I'd like to add my own observations. The police are paid very low wages, barely livable -- under their uniforms in the some cases is the most threadbare underwear -- if they are not proficient yet, or they are honest -- in collecting "user fees".

The response time to an emergency call runs very long -- 45 minutes at minumum, and longer if any response at all. I saw this on some investigative TV show when I was there, as well as anecdotal reports from local co-workers.

The Law, courts, etc. is all by connections, well-established family connections. Not connected? No luck for you.

(Side note: Don't buy property in Mexico -- the deeds of us gringos are just about worthless, they'll figure out some way the land doesn't belong to you, and all you'll have to show for it is your lawyer bills.)

In a way, the law is open -- to persons of energy and vigor and money to spread around. You don't see people hanging around at crosswalks three minutes for a WALK signal on an empty street like you will in Germany and Switzerland. People do what they will to get where they want to go -- on the sidewalk and street and in business and the courts. The rules are "flexible". Yet there is a snide pride in some, and in such a situtation you may not be able to go on directly but must seek agents and intermediataries to get around things.

Bribes and kickbacks are common -- a gringo I know of almost lost his job because his workers didn't trust him -- he wouldn't take the payday kickbacks that were the norm. In a way they felt dishonored.

Religiously, Mexico is an unstable mix. Every calendar will have the Saints Feast Days on it -- that is every single day has it's saint. Veneration of statues of Mary is common. You'll have the most despicable, disgusting place and right in it and well-kept beautiful statue with fresh flowers. Yet the state has a history of hating and actually warring against the church clerics.

Mexico had it's godless secular state long before the godless Marxists detrained in Russia.

There are three great things that make Mexico's law and policing systems so rotten, imo -- rotten in our eyes, that is. They are as you may be suggesting, the strong scent of that deadening form of religious worship known as idol wqorship, preserved not only from recast ancient native practises, but also from the idolatrous Chritianity of many of the conquisadors and clerics. One aspect of that idolatry -- to my view -- is the hard anti-religiousity of the secular state.

The second is the massive mess of the Spanish Codex they inherited, that even in Spain at the time of the colonization of Mexico engendered a grave disrespect for the laws, as an overabundance of laws causes abitrary, haphazard enforcement.
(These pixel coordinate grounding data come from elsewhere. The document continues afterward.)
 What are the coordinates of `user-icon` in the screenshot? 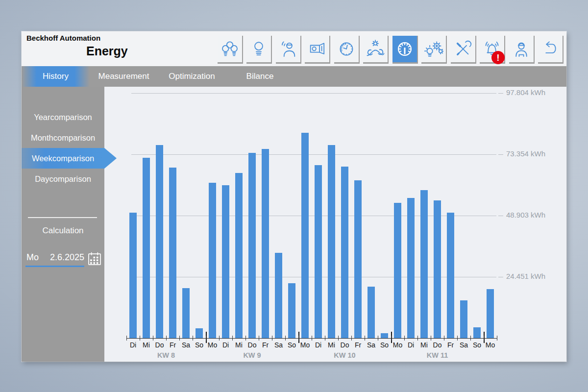 It's located at (521, 49).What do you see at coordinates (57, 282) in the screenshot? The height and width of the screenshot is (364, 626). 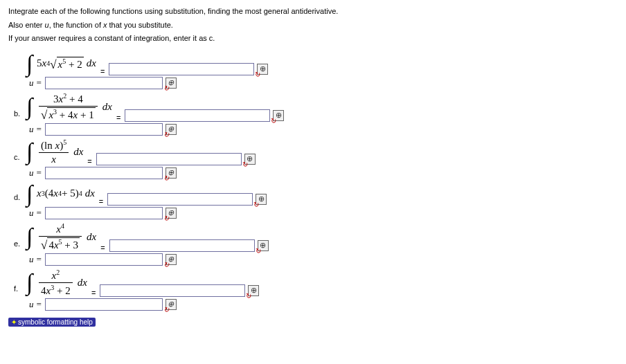 I see `integral-f: ∫ x2 4x3 + 2 dx` at bounding box center [57, 282].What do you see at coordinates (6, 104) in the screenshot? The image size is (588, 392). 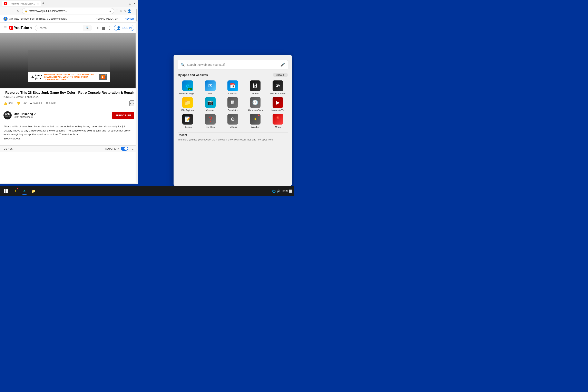 I see `thumbs-up-icon: 👍` at bounding box center [6, 104].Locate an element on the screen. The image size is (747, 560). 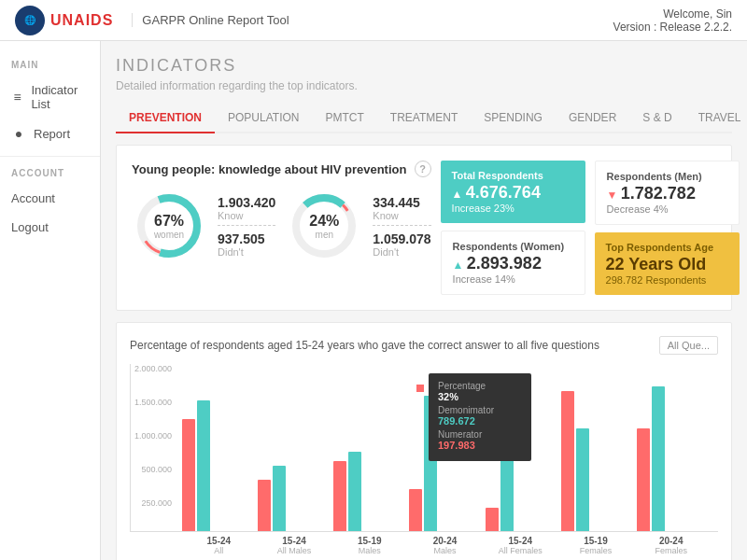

The refuge was in family circles, the rule of by a basically non-tyrannical, yet self-serving, small group of elite families, who kept judges and officers in their extended household.

The third is the lack of respect for the laws of agency and contracts by agents. It was a deep and active regard for laws of agency and agents that empowered English colonial experience. Without resepct for the independent actions of agency and agents, micro-management is prevalant, stumbling blocks are set at every distant turn.